Saying it felt like a lie. He had to get back. But staying a few more days wasn't going to get him fired either. He could stay if he wanted to. Walk back into that church, stand in the graveyard again.

He finished his beer, went to the fridge for another.

Angela stood looking at him in silence. Her face bemused.

"Nobody could ever tell you what to do," she said after a while.

She still saw the gang leader. A boy Tim could barely remember being.

"Back then I didn't give a shit about getting jailed," he said. "But my boys got no one but me."

She folded her arms, leaned back against the bench.

"What ever did happen with Maria?" she asked. "She always seemed crazy about you."

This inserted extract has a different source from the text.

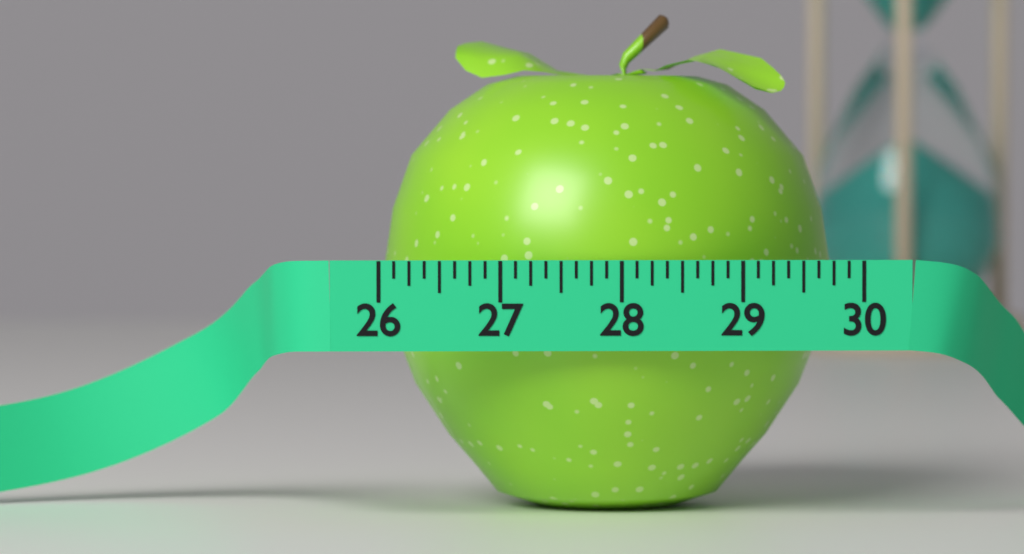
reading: 29.875 (no unit)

"She always liked to party, you know. Smoke pot, all that shit. But then she started on harder stuff. Ended up running off with her drug dealer."

It could still make him laugh. He was trying to clean his act up and she was bored as shit, off hunting for another prison bound bad boy.

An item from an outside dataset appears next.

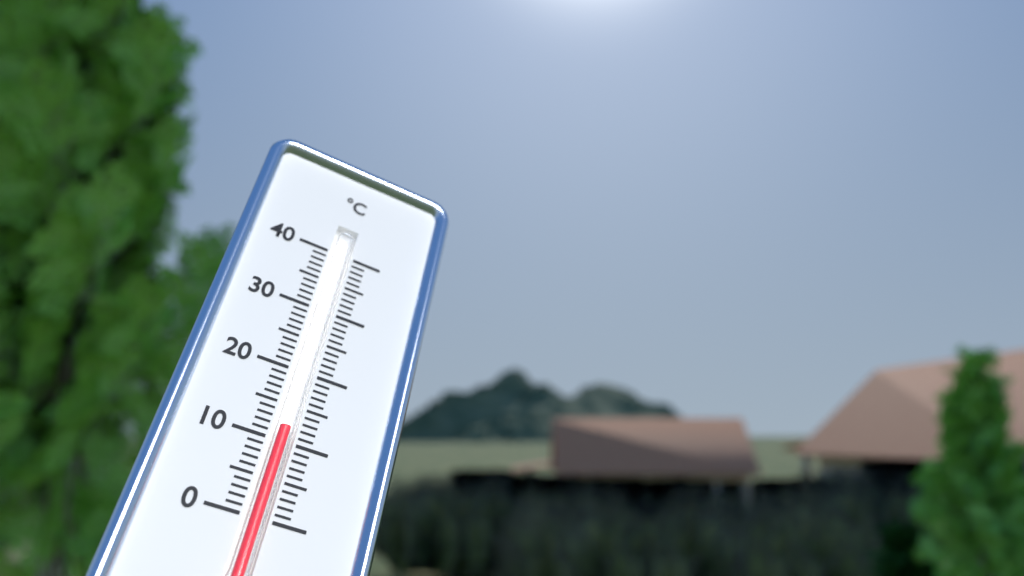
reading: 12 °C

"No kidding," Angela said, wide eyed. "Guess those boys are better off she stays gone then."

"I reckon so," Tim said.

"They miss her?"

"Nah, they never mention her."

Angela raised an eyebrow. "You don't mention her you mean?"

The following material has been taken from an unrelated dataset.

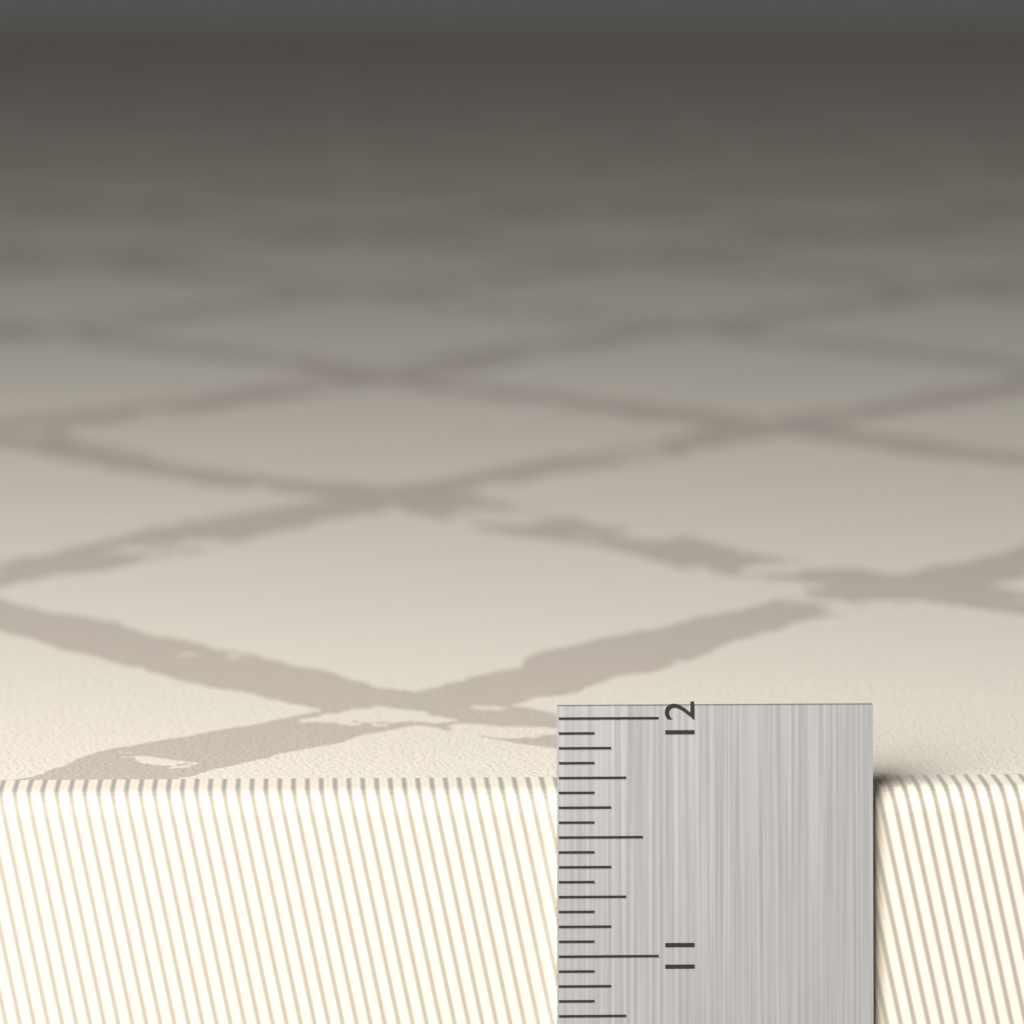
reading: 11.6875 in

"What for?" Tim asked. "No use thinking about someone who's never coming back."

The door from the hallway banged open and Jay and Tony came into the kitchen.

"Heading out for a bit," Tony said to Angela, standing in the doorway with Jay beside him.

She sighed, shook out a cigarette.

"Don't you get in any trouble. I mean it, Tony."

Tony paid her words no more attention than if she'd said nothing at all.

"That alright, dad?" Jay asked.

"Where you going?"

"Just over to his buddies place," Jay said.

"Where?" Tim asked, looking at Tony.

"Just two streets up, " Tony said grudgingly. Tim could tell the boy wasn't used to having to answer to anyone.

Tim nodded at Jay. "Back by eleven, got it?"

Tony made an incredulous face, but Jay only nodded agreement before heading for the door after Tony.

"You know where he goes?" he asked Angela, after the door shut behind him.

His son out there walking those streets he once did seemed like some kind of loop in time. Some mistake.

Jay could handle himself. No boy could handle himself against five others, against a knife.

"His friends got one of those video game things. He doesn't go far. I know some things, Tim."

"The kids still do all that soc and greaser shit now?"

"Don't think so," Angela said. "But everyone still knows who comes from the wrong side of town, that doesn't change."

Then she smiled.

"Jay really going to come home at eleven is he?

"He better do," Tim said. "Anyway we got to get back over to the hotel still."

"He was pissed off, though."

"Nah he wasn't."

"Didn't show it you mean? He's just like you, Tim."

"Except for throwing a good punch he ain't like me at all."

She didn't even know his boys. She didn't even know him anymore.

But she was nodding. "He got that blank look he gives you if he doesn't want you to know what he's thinking. Doesn't talk about his mother. Come on Tim, you can't tell me he never wonders about her."

Tim stood up, took a drag on his cigarette.

"I never gave our old man a second thought after he ditched us."

"You're a liar," she said. "I used to snoop through your draws all the time, looking for cigarettes, cash. You kept that photo of him."

He was headed for the door out to the backyard, so he could smoke his cigarette in peace without her poking on at him. He forgot what she could be like. Never let a thing go.

"Forgot to chuck it out I guess," he said.

The last of the sun cast long shadows over the yard. He thought about Jay again, out in the night. She was wrong.